Doorstep mail delivery doomed? Congress ponders Post Office cost cuts

A measure in the House could alter how millions of Americans receive their mail, as Congress debates using its constitutional powers to help cut costs at the United States Postal Service yet again.

Photo by Alexander Marks via Wikimedia Commons
Photo by Alexander Marks via Wikimedia Commons

Photo by Alexander Marks via Wikimedia Commons

Representative Darrell Issa, the Republican leading the House efforts to cut postal costs, is championing a move to end doorstep delivery of mail as a key part of a bill under consideration this week.

Link: Read The Bill

Under a section called Delivery-Point Modernization, the bill requires everyone to get their mail at a curbside box or from a neighborhood cluster box. That “everyone” includes an estimated 35 million businesses and residences that currently get doorstep delivery.

The Postal Service can make exceptions to the rule “in order to avoid causing significant physical hardship to a postal patron” and it can allow patrons to pay fees if they want to keep doorstep deliveries.

Issa and Congress have considerable clout in deciding Postal Service policy. Lawmakers were able to head off a plan approved earlier this year by the Postal Service to greatly cut back on Saturday delivery services as a cost-cutting measure.

A committee staffer says that the move to curbside and cluster-box delivery could save the service between $4 billion and $6 billion a year. And the Postal Service has reportedly stopped offering doorstep delivery to newly built housing developments.

The Postal Service is one of the few current government institutions spelled out in the Constitution.

It was established by the Constitution in 1787. Article 1, Section 8 of the Constitution enumerates the powers of Congress, and gives Congress the power to establish and maintain post offices, along with roads to support the service, as part of a short list of enumerated congressional powers.

Today, the Postal Service is a quasi-governmental agency. The Postal Service was established as an independent establishment of the executive branch of government in 1970.

Its 11-member board of directors is mostly appointed by the President, and its members must be approved by the Senate. A Postal Regulatory Commission reviews and recommends rate and service changes to the board.
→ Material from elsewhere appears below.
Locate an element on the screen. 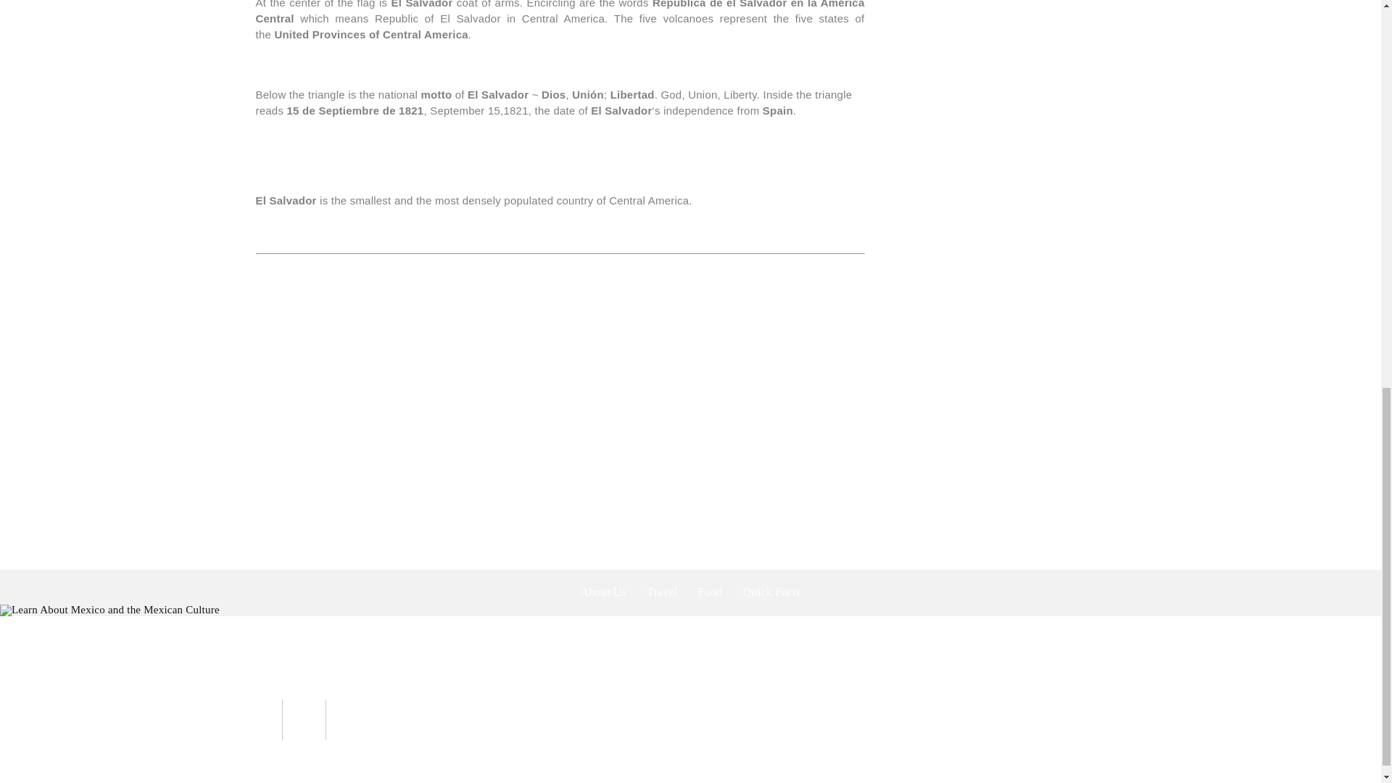  Facebook is located at coordinates (494, 686).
As part of the executive branch, the law says the Postal Service must submit a budget. That is where Congress gets involved in an oversight role, which has been contentious in recent years.

So fractious is the Postal Service question within Congress that it wasn’t tackled last fall, despite the Service’s well-publicized financial problems, because of fears of a voter backlash during a presidential election year.

Cutting doorstep service to millions of homes and businesses could trigger another potential backlash.

Issa’s bill also contains provisions that are opposed by unions that represent postal workers.

The American Postal Workers Union made its objections known shortly after Issa released a revised bill.

“This bill would have a devastating effect on the Postal Service and on postal employees, as well as the American people,” said Gary Kloepfer, APWU’s legislative and political director. “We must do everything we can to stop it.”

Among the objections raised by the APWU were provisions in the bill it claimed would “prohibit postal unions and management from negotiating protection against layoffs in future contracts; increase health insurance costs; limit collective bargaining rights; close post offices, stations and branches; consolidate plants, and privatize operations.”

And even if the bill gets to a House floor vote and passes, the Senate is working on its own version, with Delaware’s Tom Carper in a lead role.

“The hard truth is that our nation is likely closer than we have ever been to losing the Postal Service and the industries and millions of jobs that it supports. That’s why it is imperative that Congress and the President come together around a set of meaningful reforms to right-size, modernize, and reform the Postal Service,” Carper said in a statement.

Carper praised Issa but said he’s working on his own bipartisan legislation.

As the Postal Service continues to operate at a loss, the longer that Congress debates reform efforts shortens the deadline until the massive business faces a real cash crisis.

“The choices are that it would cease to exist or it would need a bailout,” said David Williams, the Postal Service’s inspector general, in a newspaper interview earlier this year.

In an interesting twist, one blog poses the theoretical question that the Postal Service, because of its semi-governmental status, might not be able to seek bankruptcy protection.

Weil’s Bankruptcy Blog says that a 2004 Supreme Court decision found that the Postal Service, despite its change of status in 1970, “remains part of the Government” and can’t be sued in anti-trust matters.

“This precedent, while not directly on point, would have to be distinguished to avoid the conclusion that the USPS is a governmental unit under the Bankruptcy Code and therefore not qualified to be a debtor,” the blog said.

Scott Bomboy is the editor-in-chief of the National Constitution Center.